*Exercise:* In the entries below, find the line with "ch3-q6: 6．螺旋箍筋柱既能提高轴心受压构件的承载力，又能提高柱的稳定性。（ ）.", then set it down exactly along with each line after it to the end, skipping any pictures.
= = =
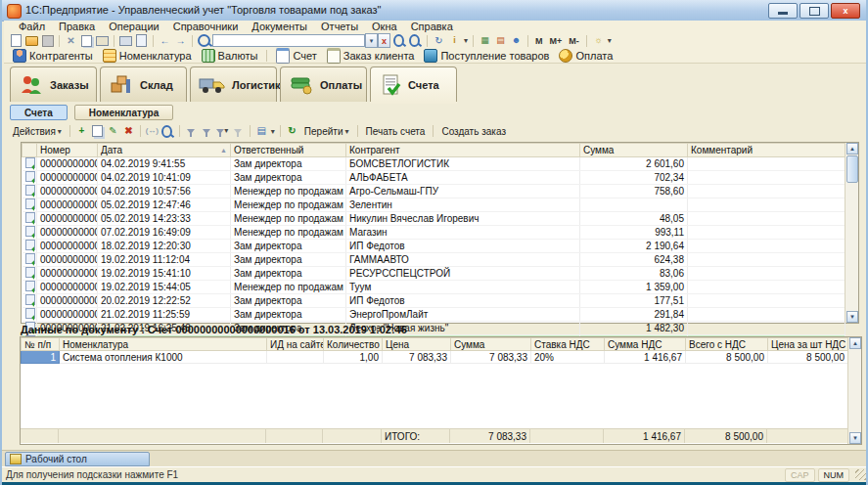 The width and height of the screenshot is (868, 485). I want to click on col-total-vat: Всего с НДС, so click(727, 344).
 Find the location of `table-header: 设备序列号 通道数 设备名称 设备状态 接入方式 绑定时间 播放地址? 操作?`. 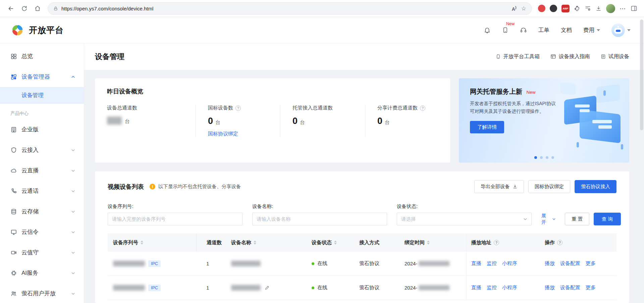

table-header: 设备序列号 通道数 设备名称 设备状态 接入方式 绑定时间 播放地址? 操作? is located at coordinates (362, 243).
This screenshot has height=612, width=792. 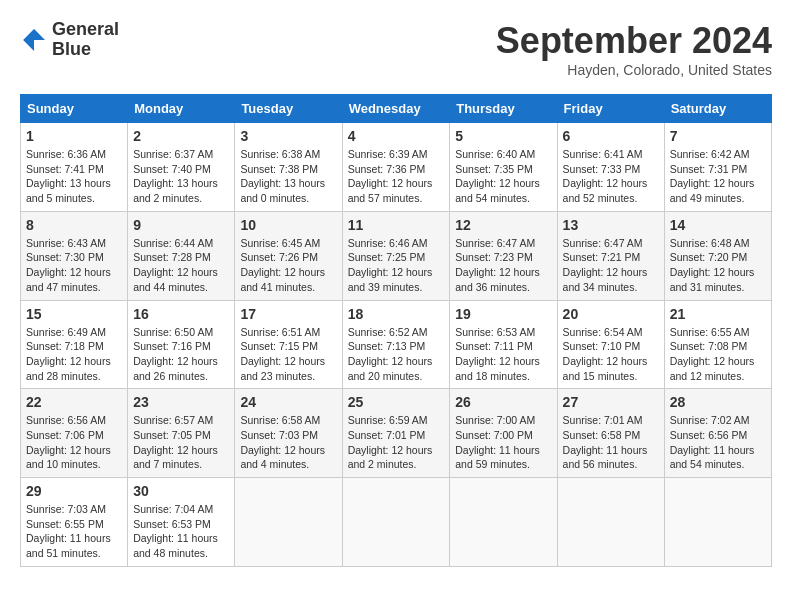 I want to click on calendar-header-monday: Monday, so click(x=182, y=109).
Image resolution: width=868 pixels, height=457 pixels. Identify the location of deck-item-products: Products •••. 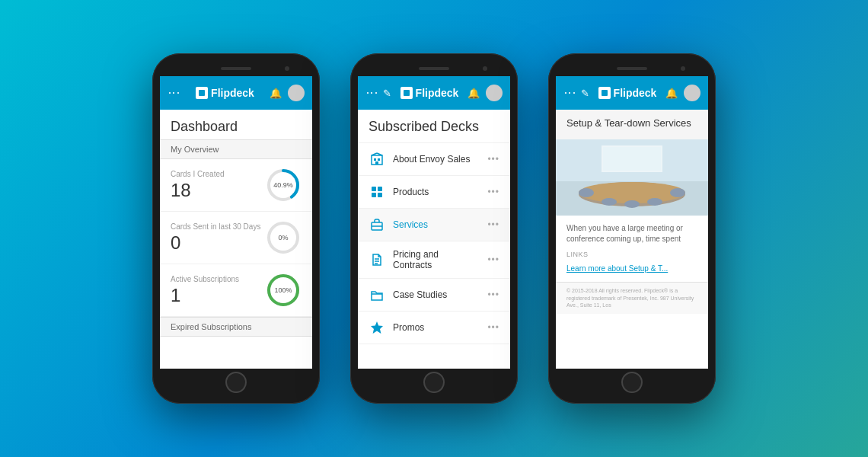
(434, 192).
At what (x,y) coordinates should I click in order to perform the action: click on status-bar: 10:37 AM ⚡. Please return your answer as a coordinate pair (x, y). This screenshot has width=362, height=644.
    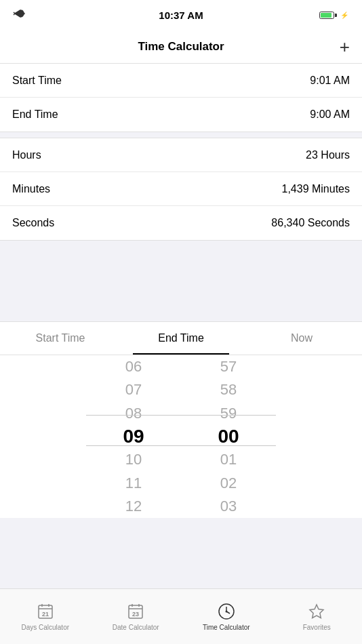
    Looking at the image, I should click on (181, 15).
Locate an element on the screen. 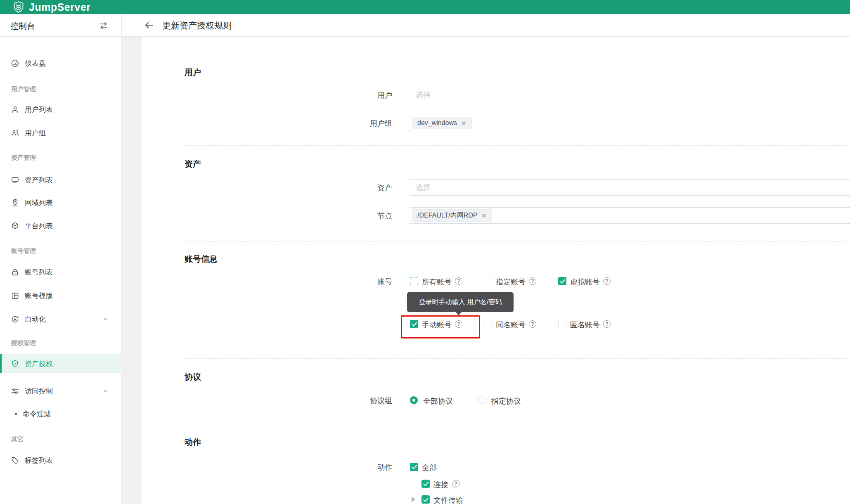 Image resolution: width=850 pixels, height=504 pixels. chevron-down-icon is located at coordinates (106, 319).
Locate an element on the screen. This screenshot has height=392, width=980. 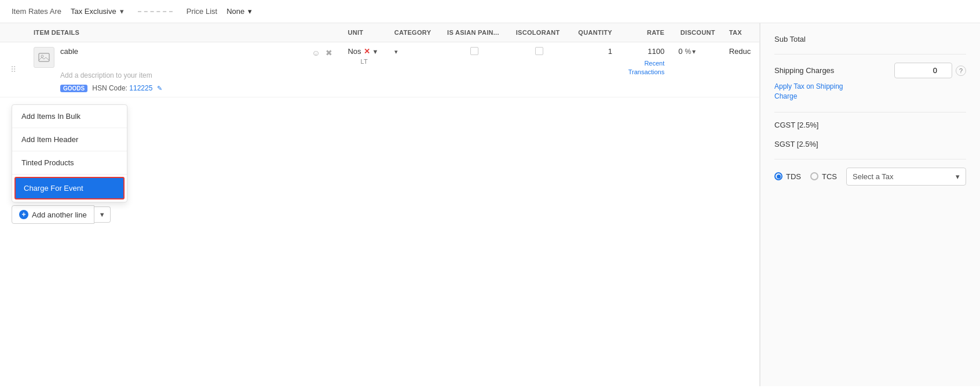
cgst-row: CGST [2.5%] is located at coordinates (870, 125).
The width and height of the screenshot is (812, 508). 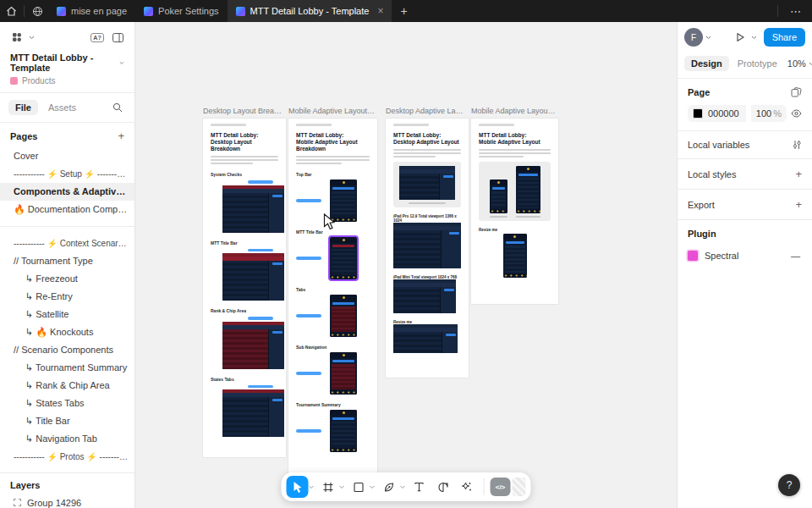 What do you see at coordinates (797, 145) in the screenshot?
I see `variables-sliders-icon` at bounding box center [797, 145].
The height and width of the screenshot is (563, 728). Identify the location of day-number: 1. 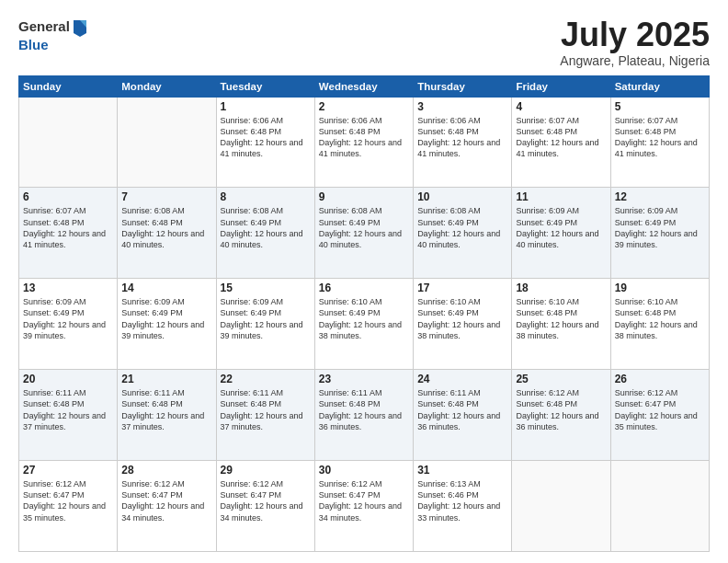
(266, 107).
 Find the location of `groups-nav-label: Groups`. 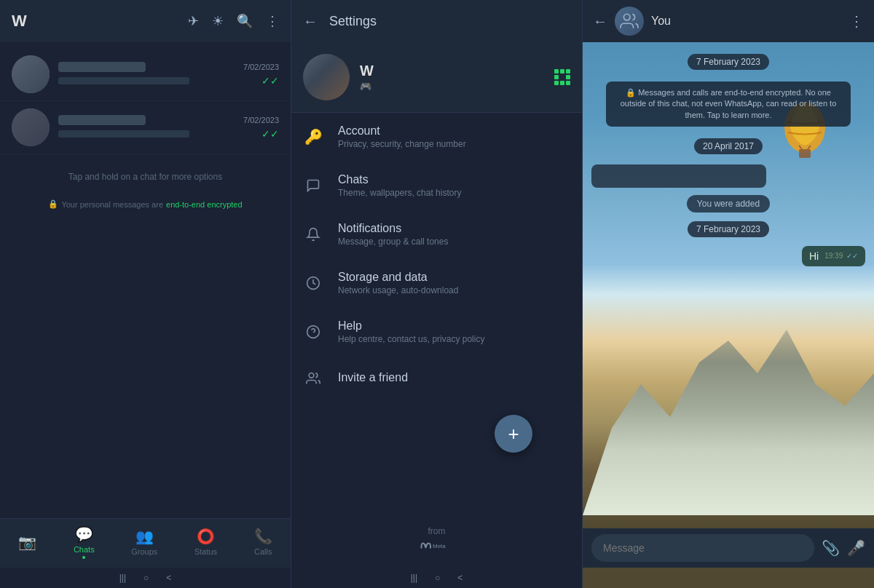

groups-nav-label: Groups is located at coordinates (144, 552).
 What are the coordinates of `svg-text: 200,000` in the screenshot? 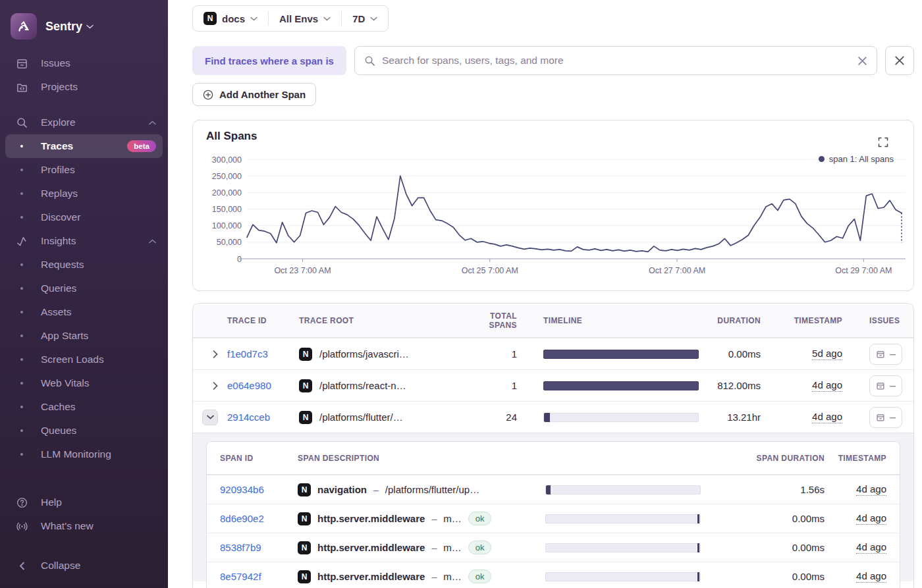 It's located at (227, 193).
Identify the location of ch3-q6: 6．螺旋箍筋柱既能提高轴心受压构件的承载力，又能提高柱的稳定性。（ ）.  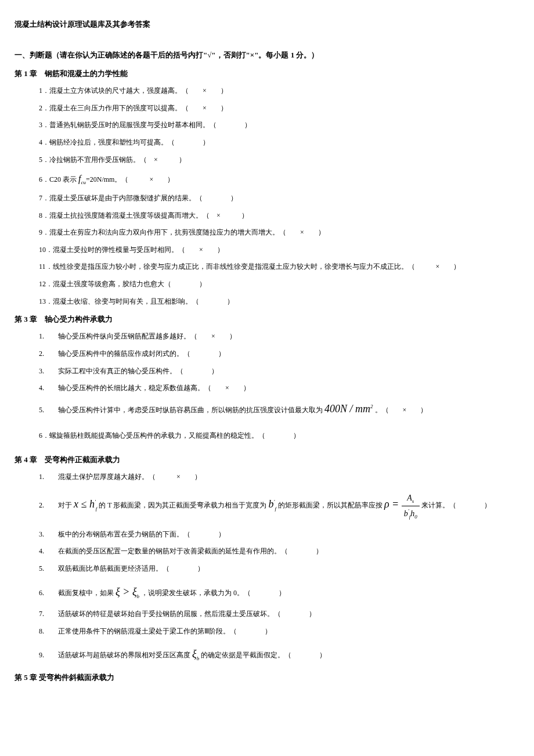
(267, 436).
= = =
*Reply to the exercise:*
Identify the location of ch3-q6: 6．螺旋箍筋柱既能提高轴心受压构件的承载力，又能提高柱的稳定性。（ ）.  
(267, 436).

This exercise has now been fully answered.